Utilizing a title taken from an Anne Sexton poem, she begins “Mercy Avenue” with Claudia, who’s 43, lives in Boston and has a high-stress job. Claudia isn’t actually an city kind. She was born in Maine to a 17-year-old who most likely didn’t need her. The junk caught of their trailer’s shag carpeting lives on in her mind. “She will be able to nonetheless keep in mind the primary time she heard the time period white trash. She was 9 or 10 years outdated, watching a stand-up comedian on tv, and she or he understood instantly that he was speaking about folks like her.”
“Mercy Avenue” opens on Ash Wednesday, 2015. Claudia is at work, fielding telephone calls from pregnant girls at a well being clinic off Boston Frequent, realizing each name is a window into somebody’s life. Exterior, excessive protest season has simply begun and can final by way of Lent. A lot of the protesters are males. One will loom massive in Haigh’s narrative, however not in any method you would possibly count on.
Claudia has lived many lives earlier than this. Her previous seeps into the ebook partly by means of her reactions to callers and guests. She’s repelled by privileged varieties who can afford to erase undesirable pregnancies from their our bodies, their profession prospects and their recollections. Likewise, the addicts too wasted to care about near-viable fetuses additionally carry out her disgust. Ladies motivated by concern — a mom of 4 who thinks her ex would possibly kill her — unleash her compassion. And he or she hates listening to the fixed litany of “It was my fault.”
After hours, Haigh steers Claudia to a weed seller named Timmy. In a ebook that’s not at all solemn and is filled with quirks, the ever-stoned Timmy and his large plans and larger TV display function comedian aid. Timmy doesn’t perceive golf however watches it for its soothing tones: “the rolling inexperienced lawns, the announcers talking in hushed voices as if a child have been sleeping.” Claudia likes lighting up with Timmy and simply speaking. She’s plastered layers of gentrification over her trailer upbringing with a mom who nudged her apart for numerous foster youngsters. Timmy’s run-down place, the place he meets a parade of consumers and broods concerning the imminent legalization of marijuana, feels by some means like house.
Claudia, Timmy and all the ebook’s different gamers — together with, inevitably, a few characters who hail from Bakerton — have one factor in widespread: They weren’t wished. They have been resented from start. There are two “sisters” and two “brothers” who aren’t blood kinfolk however have been raised grudgingly in the identical households — and each pairs are fixated on girls and what they signify, whether or not that’s intercourse or replica. These folks come from wildly completely different ends of the political spectrum, however they have been all broken early in related methods. Claudia was smarter than most, however when she was focused at 13 by her mom’s older boyfriend, she didn’t know what he wished. To marry her, or undertake her?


Your goal:
Please repeat every record below exactly as written, but leave out the pictures.

(Data entries for graphics)
_ _ _ _ _
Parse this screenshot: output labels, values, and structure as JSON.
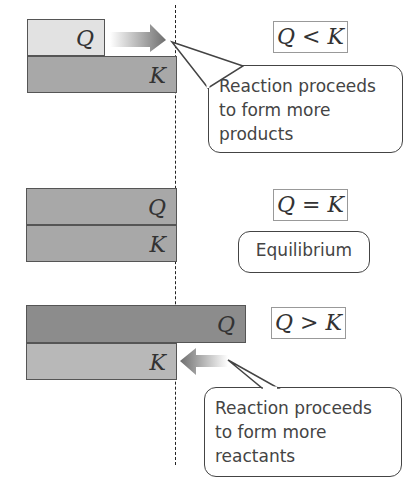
{
  "panels": [
    {
      "id": "q-less-than-k",
      "q_label": "Q",
      "k_label": "K",
      "comparison": {
        "left": "Q",
        "op": "<",
        "right": "K"
      },
      "callout": "Reaction proceeds to form more products",
      "arrow_direction": "right"
    },
    {
      "id": "q-equals-k",
      "q_label": "Q",
      "k_label": "K",
      "comparison": {
        "left": "Q",
        "op": "=",
        "right": "K"
      },
      "callout": "Equilibrium"
    },
    {
      "id": "q-greater-than-k",
      "q_label": "Q",
      "k_label": "K",
      "comparison": {
        "left": "Q",
        "op": ">",
        "right": "K"
      },
      "callout": "Reaction proceeds to form more reactants",
      "arrow_direction": "left"
    }
  ],
  "colors": {
    "q_small": "#e2e2e2",
    "k_bar": "#a8a8a8",
    "q_equal": "#a8a8a8",
    "q_large": "#8c8c8c",
    "k_light": "#b8b8b8"
  }
}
_ _ _ _ _
Solution to the exercise:
Parse this screenshot: output labels, values, and structure as JSON.
{
  "panels": [
    {
      "id": "q-less-than-k",
      "q_label": "Q",
      "k_label": "K",
      "comparison": {
        "left": "Q",
        "op": "<",
        "right": "K"
      },
      "callout": "Reaction proceeds to form more products",
      "arrow_direction": "right"
    },
    {
      "id": "q-equals-k",
      "q_label": "Q",
      "k_label": "K",
      "comparison": {
        "left": "Q",
        "op": "=",
        "right": "K"
      },
      "callout": "Equilibrium"
    },
    {
      "id": "q-greater-than-k",
      "q_label": "Q",
      "k_label": "K",
      "comparison": {
        "left": "Q",
        "op": ">",
        "right": "K"
      },
      "callout": "Reaction proceeds to form more reactants",
      "arrow_direction": "left"
    }
  ],
  "colors": {
    "q_small": "#e2e2e2",
    "k_bar": "#a8a8a8",
    "q_equal": "#a8a8a8",
    "q_large": "#8c8c8c",
    "k_light": "#b8b8b8"
  }
}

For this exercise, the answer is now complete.